I've been amazed by this jam. It's like bigger and better every year (in terms of jams going deeper and deeper).
I imagine we're 5 years away of "Make your own OS, language, compiler, VM and game in 12 minutes, 36 seconds. Extra points if you gave yourself a stroke."
Create a simulation of a universe with arbitrary physical laws, have it evolve sentient life, and submit the first video game they develop which matches the theme. The theme this year is "rotations". You have 48 hours. Go.
I agree that’s Zed is very nice but a ticking enshitiation time bomb.
However, you do see how this autocomplete “feature” and its whole copilot everywhere strategy, is about M$’s roi of its ai investment right?
So if you have a problem with VC money you should stop using VSCode as well.
Of course they will just invent more accounting terms, like they do with azure, to hide how much money they are losing on it.
It depends, it can be useful to easily debug some flows. It’s also sometimes better for interactive applications where pausing the execution would break the interface.
They should, but if given the option to only exclusively use one or the other, I would never in a million years pick it. Because I have put in a tiny bit of effort into understanding how to use a debugger.
Most of them provide you with a feature list that's a strict superset of printf, because they let you set conditional non-blocking breakpoints that can have side effects. Which is perfect for the situation you've described - logging state without blocking. Then you can block and look through that state + any additional relevant info.
All cargo companies run a wide fleet of many different plane types, particularly to avoid this very problem of being grounded by the FAA. But yes, these were still widely used in cargo transports. Although newer 2 engine planes can haul the same kg and use a lot less fuel.
Yeah. When I was a high school student, we set up the new school network (end of the 90s). We used Windows NT on all the desktops and the domain/file server and SuSE Linux as a firewall/router. The whole setup was super stable and NT ran well, even on the modest desktop hardware.
When we graduated, maintenance was taken over by a local consumer PC builder and had no clue experience maintaining corporate/organization networks. They replaced all desktops and servers by Windows 9x (probably 98), as it was all they knew and the network was constantly down, desktops broken/compromised, etc.
NT 4.0 was a really good OS in those days for servers/work desktops. It was less great for games (though IIRC there was DirectX at some point).
Despite Win2k and NT4 kinda having a rep for not for gaming, I found that most games actually did run on them fine. Especially Win2k, probably the most underrated OS of all time in the Windows lineup.
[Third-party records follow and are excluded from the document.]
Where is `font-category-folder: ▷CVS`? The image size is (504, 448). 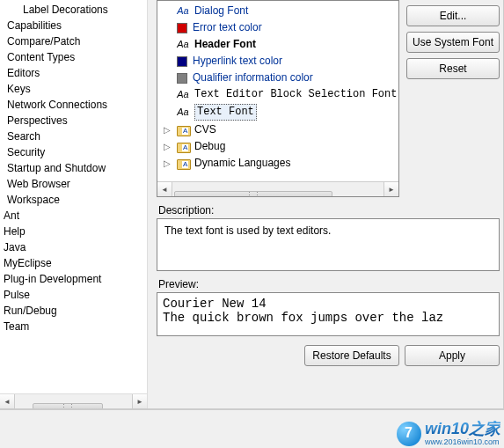 font-category-folder: ▷CVS is located at coordinates (280, 130).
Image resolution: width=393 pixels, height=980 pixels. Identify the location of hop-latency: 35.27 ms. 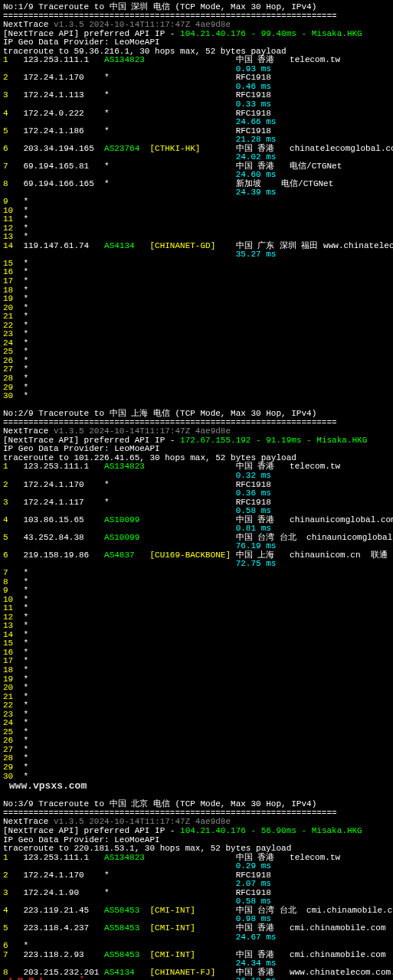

Really I think it got that rep mostly from people trying to run DOS games or shoddy ports from DOS to early Windows that still relied on a bunch of DOS stuff.
I'm surprised seeing improvements in Suspend/Hibernate support.
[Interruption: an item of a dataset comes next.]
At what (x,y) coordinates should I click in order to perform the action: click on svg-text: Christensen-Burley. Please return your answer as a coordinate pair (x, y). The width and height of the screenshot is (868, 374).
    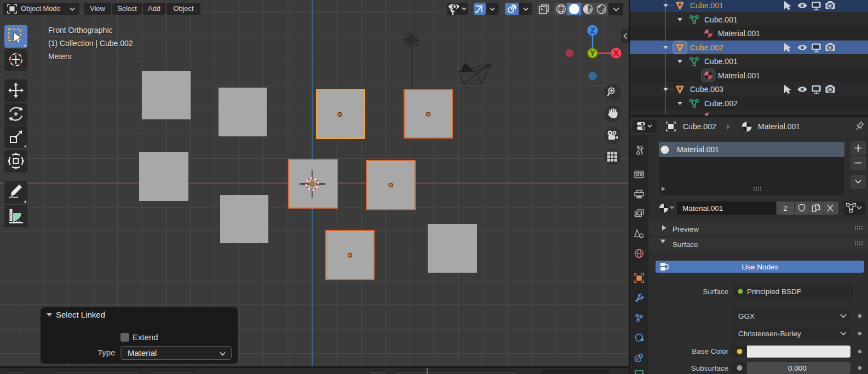
    Looking at the image, I should click on (770, 334).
I've used OpenBSD on laptops before and it was _fine_. I thought they primarily target servers. This feels like laptop specific improvements. Perhaps to the benefits only to those developing OpenBSD.
On laptops with good support openbsd is sublime. I have a thinkpad x131 that I still use as a daily driver. Mainly because it runs obsd perfectly. never any problems suspending and resuming. I replaced the wifi when it was new to a supported model along with much cursing about lenovo card whitelist. perhaps the only black mark on it's record. It is getting quite long in the tooth by now but it still meets my needs. I shall be very sad when it dies.
Honestly the most underrated feature on at least this thinkpad is it has three physical mouse buttons. So nice. Now I have to check if lenovo still does that.
Apple generally has excellent sleep support, even on my old falling-to-pieces unibody which would KP if you looked at it funny I don’t remember résume ever being a concern.
I’m not going to say their ever degrading software quality won’t affect that one day, and I know that some updates have caused issues for some people, but I genuinely can’t remember it ever failing me and not doing its job correctly.
This is a very clever idea. I've toyed with the idea of making a multiple site mystery challenge in the past, a bit like a geo game with real world tagging and drop boxes.
Upthread poster is wrong about deflation (at least, who it is bad/good for, its not clear at all to me what they think it is.) But you are also wrong about what it is.
> Deflation is prices are going up and wages are stagnant or falling.
No, deflation is a decrease in the general price level, not an increase (which is inflation), no matter what else happens at the same time.
You just (approximately) described stagflation (the combination of inflation and economic stagnation/recession), which, like deflation is generally bad, but is a very different flavor of bad.
I imagine we're 5 years away of "Make your own OS, language, compiler, VM and game in 12 minutes, 36 seconds. Extra points if you gave yourself a stroke."